חָכָם (chakam) is the Hebrew adjective for wise — but wisdom in the OT is not abstract intelligence or intellectual achievement. Chakam is the person who has aligned their life with reality as YHWH defines it, who fears YHWH and therefore understands how the world works.

Reader summary

Full entry for חָכָם (H2450) · Open the biblical lexicon

Questions this entry answers

What does חָכָם (ḥākām) mean in the Bible?

חָכָם (chakam) is the Hebrew adjective for wise — but wisdom in the OT is not abstract intelligence or intellectual achievement. Chakam is the person who has aligned their life with reality as YHWH defines it, who fears YHWH and therefore understands how the world works.

How does the BSB render H2450?

The BSB source-word alignment has 138 aligned rows for this entry. Common renderings include of the wise (17), wise (12), a wise (11), the wise (11), a wise [man] (3).

Where does חָכָם (ḥākām) appear in Scripture?

The source-word alignment first shows this entry at Genesis 41:8. Its strongest book concentrations include Proverbs (47), Ecclesiastes (21), Jeremiah (11), Exodus (9).

What This Word Actually Means

חָכָם (chakam) is the Hebrew adjective for wise — but wisdom in the OT is not abstract intelligence or intellectual achievement. Chakam is the person who has aligned their life with reality as YHWH defines it, who fears YHWH and therefore understands how the world works. Proverbs 9:10 gives the definition: 'The beginning of wisdom (chokhmah, H2451) is the fear of the Lord (yirat YHWH)' — the chakam person is the one whose wisdom is rooted in the recognition of who God is. Chakam covers the skilled artisan (Exod 28:3), the wise ruler (1 Kgs 3:12), the sage counselor, and the person who navigates life with skill. All these uses share the sense that chakam-ness is the ability to read reality rightly and act accordingly.

Proverbs is the book of chakam in its most concentrated form. Proverbs 1:5 sets the trajectory: 'Let the chakam hear and increase in learning, and the one who understands acquire guidance.' The chakam is not a fixed state but a growing orientation — the already-wise person keeps receiving, keeps increasing, keeps learning. Wisdom is the direction of a life, not a destination reached. The fool (kesil, eviyl, nabal) is the person who thinks they already know enough, who despises instruction (Prov 1:7, 12:15).

First Kings 3-4 gives chakam its royal application: Solomon asks for a lev shomea (hearing heart) to discern between good and evil (1 Kgs 3:9), and YHWH gives him chokhmah and binah (wisdom and understanding, 1 Kgs 3:12). The chakam king is the king who governs in alignment with divine wisdom. The failure of Solomon's later years (1 Kgs 11) is the failure to sustain the chakam orientation — even the greatest chakam in the OT proved that human wisdom is unstable without the sustained yirat YHWH.

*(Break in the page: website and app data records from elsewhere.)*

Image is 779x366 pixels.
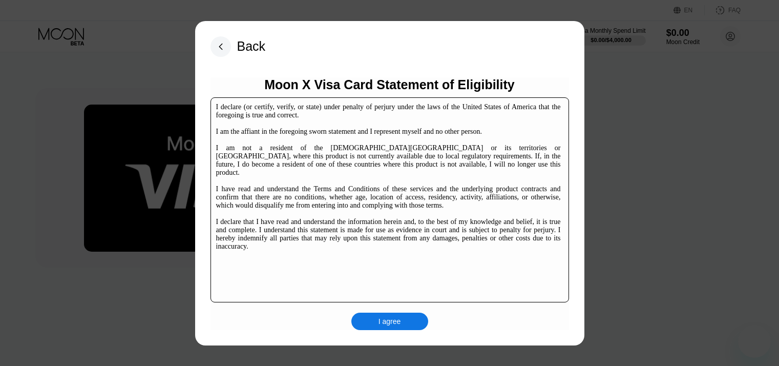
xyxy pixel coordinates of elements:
[264,77,515,92] div: Moon X Visa Card Statement of Eligibility
[216,103,561,250] div: I declare (or certify, verify, or state) under penalty of perjury under the laws of the United St...
[738,325,771,358] iframe: Button to launch messaging window
[379,317,401,326] div: I agree
[351,312,428,330] div: I agree
[211,36,266,57] div: Back
[237,39,266,54] div: Back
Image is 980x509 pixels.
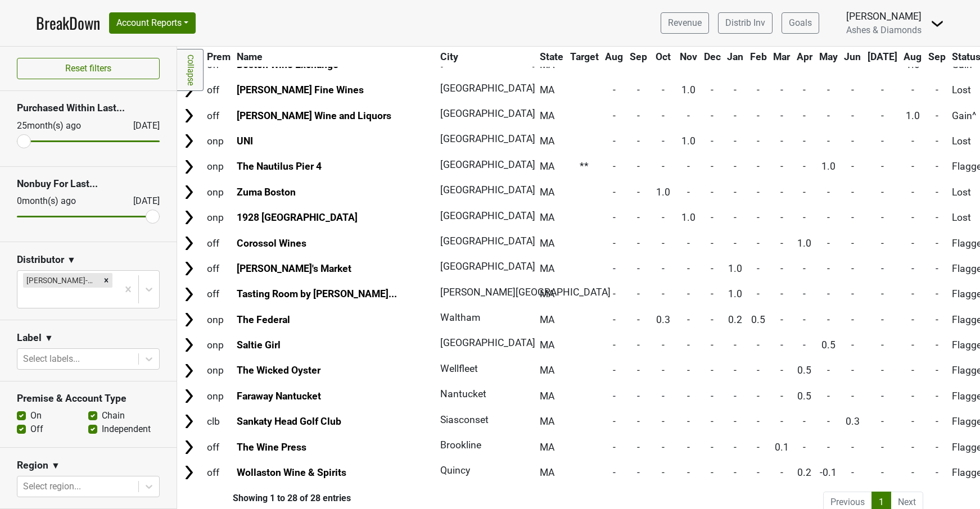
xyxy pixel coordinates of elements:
img: Arrow right [180,413,198,430]
span: - [881,238,885,249]
button: Reset filters [17,58,159,79]
span: - [852,238,854,249]
span: - [662,161,665,172]
label: Independent [102,422,150,436]
span: [PERSON_NAME][GEOGRAPHIC_DATA] [441,286,611,298]
th: May: activate to sort column ascending [817,47,841,67]
a: The Wine Press [237,442,307,453]
h3: Region [17,460,48,471]
span: - [688,238,690,249]
span: - [780,135,784,147]
h3: Distributor [17,254,64,266]
label: On [30,409,41,422]
a: [PERSON_NAME]'s Market [237,263,351,275]
span: - [688,263,690,275]
span: - [780,238,784,249]
span: - [662,59,665,70]
span: - [612,288,616,300]
span: - [803,187,806,198]
a: Corossol Wines [237,238,307,249]
th: Oct: activate to sort column ascending [651,47,677,67]
span: - [612,314,616,325]
span: - [936,263,939,275]
span: - [912,339,915,350]
span: - [780,84,784,95]
span: - [780,288,784,300]
div: 25 month(s) ago [17,119,106,133]
span: Waltham [441,311,480,323]
td: off [204,256,233,280]
span: - [711,110,714,121]
th: Jun: activate to sort column ascending [841,47,864,67]
span: - [688,161,690,172]
span: - [711,314,714,325]
span: - [881,135,885,147]
img: Arrow right [180,159,198,175]
td: onp [204,308,233,332]
span: - [828,314,830,325]
div: [PERSON_NAME] [846,9,922,23]
th: Apr: activate to sort column ascending [794,47,815,67]
span: - [734,59,737,70]
span: MA [540,110,555,121]
span: - [852,314,854,325]
span: - [638,161,640,172]
span: - [912,212,915,223]
span: 1.0 [728,263,743,275]
td: off [204,231,233,254]
span: - [612,161,616,172]
span: - [662,238,665,249]
span: - [912,288,915,300]
span: - [881,161,885,172]
span: - [638,238,640,249]
div: [DATE] [123,194,159,208]
span: MA [540,187,555,198]
label: Chain [102,409,124,422]
a: Boston Wine Exchange [237,59,339,70]
span: - [936,84,939,95]
th: Dec: activate to sort column ascending [701,47,723,67]
span: - [803,59,806,70]
span: - [734,238,737,249]
span: - [757,135,760,147]
span: MA [540,238,555,249]
span: - [638,135,640,147]
span: - [803,135,806,147]
button: Account Reports [109,13,196,34]
span: - [828,238,830,249]
span: ▼ [67,254,76,267]
span: - [734,339,737,350]
a: Sankaty Head Golf Club [237,415,341,427]
span: - [852,110,854,121]
th: Feb: activate to sort column ascending [748,47,770,67]
span: - [912,187,915,198]
th: Nov: activate to sort column ascending [677,47,700,67]
img: Arrow right [180,209,198,226]
span: - [688,288,690,300]
span: - [688,314,690,325]
span: - [638,288,640,300]
a: UNI [237,135,253,147]
span: - [780,59,784,70]
span: - [688,339,690,350]
span: - [881,263,885,275]
span: - [803,263,806,275]
td: onp [204,129,233,153]
span: - [912,84,915,95]
th: Mar: activate to sort column ascending [771,47,794,67]
span: - [936,238,939,249]
span: - [852,187,854,198]
a: BreakDown [36,12,100,35]
span: - [757,187,760,198]
span: - [757,339,760,350]
a: [PERSON_NAME] Wine and Liquors [237,110,391,121]
span: 1.0 [906,59,920,70]
span: - [734,135,737,147]
span: [GEOGRAPHIC_DATA] [441,108,535,119]
div: [DATE] [123,119,159,133]
span: - [803,314,806,325]
span: - [711,238,714,249]
img: Arrow right [180,464,198,481]
div: [PERSON_NAME]-MA [23,273,100,288]
th: City: activate to sort column ascending [438,47,531,67]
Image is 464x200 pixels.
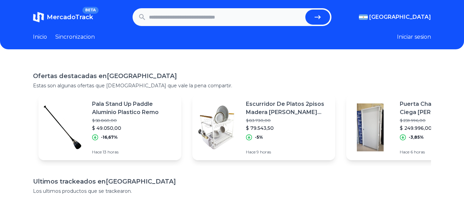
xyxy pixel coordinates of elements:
[397,33,431,41] button: Iniciar sesion
[82,7,98,14] span: BETA
[33,188,431,195] p: Los ultimos productos que se trackearon.
[369,13,431,21] span: [GEOGRAPHIC_DATA]
[192,95,335,161] a: Featured imageEscurridor De Platos 2pisos Madera [PERSON_NAME] Acero Inox Hogar$ 83.730,00$ 79.54...
[246,150,329,155] p: Hace 9 horas
[408,135,423,140] p: -3,85%
[92,118,176,124] p: $ 58.860,00
[33,12,93,23] a: MercadoTrackBETA
[38,104,86,152] img: Featured image
[33,82,431,89] p: Estas son algunas ofertas que [DEMOGRAPHIC_DATA] que vale la pena compartir.
[47,13,93,21] span: MercadoTrack
[92,125,176,132] p: $ 49.050,00
[55,33,95,41] a: Sincronizacion
[246,118,329,124] p: $ 83.730,00
[192,104,240,152] img: Featured image
[33,33,47,41] a: Inicio
[38,95,181,161] a: Featured imagePala Stand Up Paddle Aluminio Plastico Remo$ 58.860,00$ 49.050,00-16,67%Hace 13 horas
[359,14,367,20] img: Argentina
[92,150,176,155] p: Hace 13 horas
[33,71,431,81] h1: Ofertas destacadas en [GEOGRAPHIC_DATA]
[33,12,44,23] img: MercadoTrack
[33,177,431,187] h1: Ultimos trackeados en [GEOGRAPHIC_DATA]
[255,135,263,140] p: -5%
[246,125,329,132] p: $ 79.543,50
[359,13,431,21] button: [GEOGRAPHIC_DATA]
[346,104,394,152] img: Featured image
[92,100,176,117] p: Pala Stand Up Paddle Aluminio Plastico Remo
[246,100,329,117] p: Escurridor De Platos 2pisos Madera [PERSON_NAME] Acero Inox Hogar
[101,135,118,140] p: -16,67%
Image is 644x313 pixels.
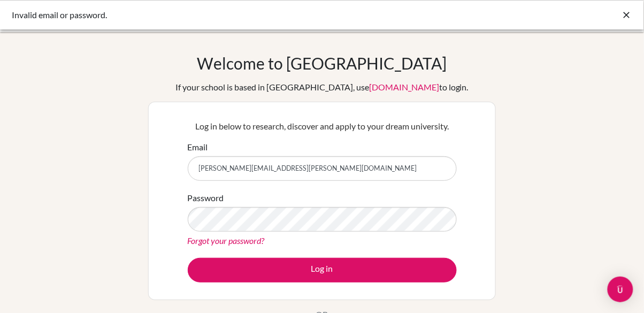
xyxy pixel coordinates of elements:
div: If your school is based in [GEOGRAPHIC_DATA], use to login. [176,81,468,93]
a: Forgot your password? [187,235,265,246]
div: Open Intercom Messenger [607,276,633,302]
button: Log in [187,258,457,282]
label: Password [187,192,224,204]
h1: Welcome to [GEOGRAPHIC_DATA] [198,53,447,73]
div: Invalid email or password. [12,8,471,21]
label: Email [187,141,208,153]
a: [DOMAIN_NAME] [369,82,439,92]
p: Log in below to research, discover and apply to your dream university. [187,120,457,133]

Exodus 28:3 introduces the chakam-lev (skillful of heart) artisans who make the priestly garments: 'You shall speak to all who are skillful (chakam-lev), whom I have filled with a spirit of skill (ruach chokhmah).' Chakam here is technical mastery in the service of worship — the craftsmen's skill is a divine gift (YHWH fills them with it) and is deployed for the construction of the sanctuary. The chakam-lev who builds the holy things is like the chakam-lev who governs justly: both are people who apply divinely-given skill to their God-appointed domain.

For the preacher, חָכָם (chakam) answers the fundamental question: what kind of person does the fear of YHWH produce? A chakam — someone whose life is skillfully aligned with reality as God defines it.